The Night Listener : A Novel
the first time, feeling the tender assurance of her touch, a sense that for her had surely been heightened by the absence of another. And one she’d been saving just for him.
“And this,” she said, pulling out of the hug, “is Janus.”
“I know.” I stroked the dog’s thick butterscotch neck. “We were introduced on the phone. He was attacking a vacuum cleaner at the time.”
She touched my cheek appraisingly. “You’re freezing your ass off, aren’t you?”
“Well…yeah. Pretty much.”
“C’mon.” She jerked her head toward the house. “I’ll put the kettle on.”
Her living room was sparsely furnished and unadorned except for a portrait of Pete over the oatmeal sectional sofa. It was a blowup of the photo Donna had already sent me, the one with the startling beach-glass eyes. It took all my self-restraint not to ask where he was tonight, but I thought it wiser to let her call the shots. Still, my eyes wandered uncontrollably to the darkened hallway beyond the kitchen, where I knew the bedrooms must lie, where I could imagine Pete sleeping even as we spoke, a wheezing form in an oxygen tent.

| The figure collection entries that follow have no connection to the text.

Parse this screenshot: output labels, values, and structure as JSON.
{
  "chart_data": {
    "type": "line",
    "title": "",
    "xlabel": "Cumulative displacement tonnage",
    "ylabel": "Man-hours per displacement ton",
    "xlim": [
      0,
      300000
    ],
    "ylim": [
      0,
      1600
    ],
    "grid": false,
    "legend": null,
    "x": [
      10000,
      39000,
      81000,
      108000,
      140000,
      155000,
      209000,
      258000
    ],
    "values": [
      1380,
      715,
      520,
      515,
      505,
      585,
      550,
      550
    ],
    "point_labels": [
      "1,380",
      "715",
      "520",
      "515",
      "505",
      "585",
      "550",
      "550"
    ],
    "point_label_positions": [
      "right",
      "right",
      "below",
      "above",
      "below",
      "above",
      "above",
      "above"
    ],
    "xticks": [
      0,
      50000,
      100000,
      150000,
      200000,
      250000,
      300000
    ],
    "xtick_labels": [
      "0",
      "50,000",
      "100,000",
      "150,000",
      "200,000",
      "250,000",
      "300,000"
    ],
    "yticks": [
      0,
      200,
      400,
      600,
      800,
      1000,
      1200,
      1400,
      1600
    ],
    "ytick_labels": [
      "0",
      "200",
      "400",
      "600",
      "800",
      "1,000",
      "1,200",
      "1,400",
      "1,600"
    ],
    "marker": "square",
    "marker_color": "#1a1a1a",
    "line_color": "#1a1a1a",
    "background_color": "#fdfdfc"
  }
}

Unless he was back in the hospital again.
“Is this enough light?” she asked.
“Fine.” There was just the glow from the Christmas tree, but I liked the kaleidoscopic play of its colors against her angular face.

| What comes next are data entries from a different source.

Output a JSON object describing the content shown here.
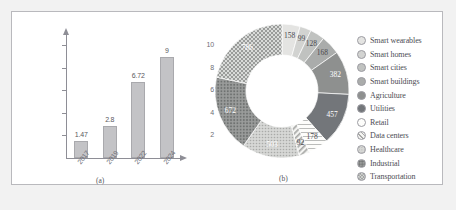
{
  "figure": {
    "background": "#f2f2f2",
    "panel_background": "#ffffff",
    "border_color": "#b9b9bd"
  },
  "panel_a": {
    "caption": "(a)",
    "chart_data": {
      "type": "bar",
      "title": "",
      "xlabel": "",
      "ylabel": "",
      "categories": [
        "2017",
        "2019",
        "2022",
        "2024"
      ],
      "values": [
        1.47,
        2.8,
        6.72,
        9
      ],
      "value_labels": [
        "1.47",
        "2.8",
        "6.72",
        "9"
      ],
      "ylim": [
        0,
        11
      ],
      "yticks": [
        2,
        4,
        6,
        8,
        10
      ],
      "ytick_labels": [
        "2",
        "4",
        "6",
        "8",
        "10"
      ],
      "grid": false,
      "legend": "none",
      "bar_color": "#c3c3c6",
      "bar_edge_color": "#a9a9ad",
      "axis_color": "#8e8e96"
    }
  },
  "panel_b": {
    "caption": "(b)",
    "chart_data": {
      "type": "pie",
      "variant": "donut",
      "title": "",
      "legend_position": "right",
      "categories": [
        "Smart wearables",
        "Smart homes",
        "Smart cities",
        "Smart buildings",
        "Agriculture",
        "Utilities",
        "Retail",
        "Data centers",
        "Healthcare",
        "Industrial",
        "Transportation"
      ],
      "values": [
        158,
        99,
        128,
        168,
        382,
        457,
        178,
        92,
        503,
        672,
        786
      ],
      "value_labels": [
        "158",
        "99",
        "128",
        "168",
        "382",
        "457",
        "178",
        "92",
        "503",
        "672",
        "786"
      ],
      "colors": [
        "#e4e4e2",
        "#d2d3d1",
        "#c0c2c0",
        "#aaacab",
        "#8e908f",
        "#73767a",
        "#fbfbf9",
        "#e8e8e6",
        "#c9cac8",
        "#9a9c9b",
        "#b9bbb9"
      ],
      "patterns": [
        "solid",
        "solid",
        "solid",
        "solid",
        "solid",
        "solid",
        "outline",
        "diagonal-stripes",
        "fine-dots",
        "dots",
        "checker"
      ]
    }
  },
  "legend": {
    "items": [
      {
        "label": "Smart wearables",
        "color": "#e4e4e2",
        "pattern": "solid"
      },
      {
        "label": "Smart homes",
        "color": "#d2d3d1",
        "pattern": "solid"
      },
      {
        "label": "Smart cities",
        "color": "#c0c2c0",
        "pattern": "solid"
      },
      {
        "label": "Smart buildings",
        "color": "#aaacab",
        "pattern": "solid"
      },
      {
        "label": "Agriculture",
        "color": "#8e908f",
        "pattern": "solid"
      },
      {
        "label": "Utilities",
        "color": "#73767a",
        "pattern": "solid"
      },
      {
        "label": "Retail",
        "color": "#fbfbf9",
        "pattern": "outline"
      },
      {
        "label": "Data centers",
        "color": "#e8e8e6",
        "pattern": "diagonal-stripes"
      },
      {
        "label": "Healthcare",
        "color": "#c9cac8",
        "pattern": "fine-dots"
      },
      {
        "label": "Industrial",
        "color": "#9a9c9b",
        "pattern": "dots"
      },
      {
        "label": "Transportation",
        "color": "#b9bbb9",
        "pattern": "checker"
      }
    ]
  }
}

She was really quite lovely, I realized, in a rangy, rawboned kind of way.
She handed me a mug of peppermint tea, then sat on the sectional across from me, curling her corduroyed legs beneath her. I was sure she arranged herself just that way when she listened to her patients; it somehow conveyed the very essence of informal concern.
“Did this surprise you?” she asked, sweeping her hand past her eyes.

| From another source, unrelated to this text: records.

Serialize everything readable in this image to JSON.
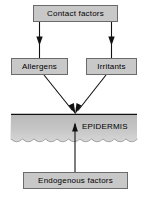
{
  "diagram": {
    "canvas": {
      "width": 151,
      "height": 201,
      "background": "#ffffff"
    },
    "style": {
      "box_fill": "#c8c8c8",
      "box_border": "#6b6b6b",
      "band_fill_top": "#bdbdbd",
      "band_fill_bottom": "#d2d2d2",
      "line_color": "#111111",
      "text_color": "#000000"
    },
    "nodes": [
      {
        "id": "contact-factors",
        "label": "Contact factors",
        "shape": "rectangle",
        "x": 33,
        "y": 5,
        "width": 85,
        "height": 17
      },
      {
        "id": "allergens",
        "label": "Allergens",
        "shape": "rectangle",
        "x": 11,
        "y": 58,
        "width": 57,
        "height": 17
      },
      {
        "id": "irritants",
        "label": "Irritants",
        "shape": "rectangle",
        "x": 86,
        "y": 58,
        "width": 51,
        "height": 17
      },
      {
        "id": "endogenous-factors",
        "label": "Endogenous factors",
        "shape": "rectangle",
        "x": 23,
        "y": 172,
        "width": 105,
        "height": 17
      }
    ],
    "band": {
      "id": "epidermis",
      "label": "EPIDERMIS",
      "label_x": 82,
      "label_y": 126,
      "x": 11,
      "y": 114,
      "width": 126,
      "height": 31,
      "bottom_edge": "wavy",
      "wave_count": 11
    },
    "edges": [
      {
        "id": "contact-to-allergens",
        "from": "contact-factors",
        "to": "allergens",
        "arrowhead": "down"
      },
      {
        "id": "contact-to-irritants",
        "from": "contact-factors",
        "to": "irritants",
        "arrowhead": "down"
      },
      {
        "id": "allergens-to-epidermis",
        "from": "allergens",
        "to": "epidermis",
        "arrowhead": "down-right-diagonal"
      },
      {
        "id": "irritants-to-epidermis",
        "from": "irritants",
        "to": "epidermis",
        "arrowhead": "down-left-diagonal"
      },
      {
        "id": "endogenous-to-epidermis",
        "from": "endogenous-factors",
        "to": "epidermis",
        "arrowhead": "up"
      }
    ]
  }
}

Honesty seemed in order at this point. “Yes, actually…it did.”
“Because it wasn’t in Pete’s book?”
“And because Ashe never mentioned it. It just wasn’t…in the equation at all.”
“You understand why, though.” This was plainly more of a statement than a question.
“I think so, yes. For protective purposes.” She nodded.
“Have you been blind all your life?”
Another slow nod. “Almost.”
“You mean since…”
“I remember what sky looks like. And a dollhouse I used to have.
Things like that. But just barely.”
“Well…it makes it even more impressive, you know…what you did.”
“What do you mean?”
“You know…Pete…rescuing him.”
“Is that what I did?” There was a note in her voice that was both wistful and ironic, a note I’d never heard before.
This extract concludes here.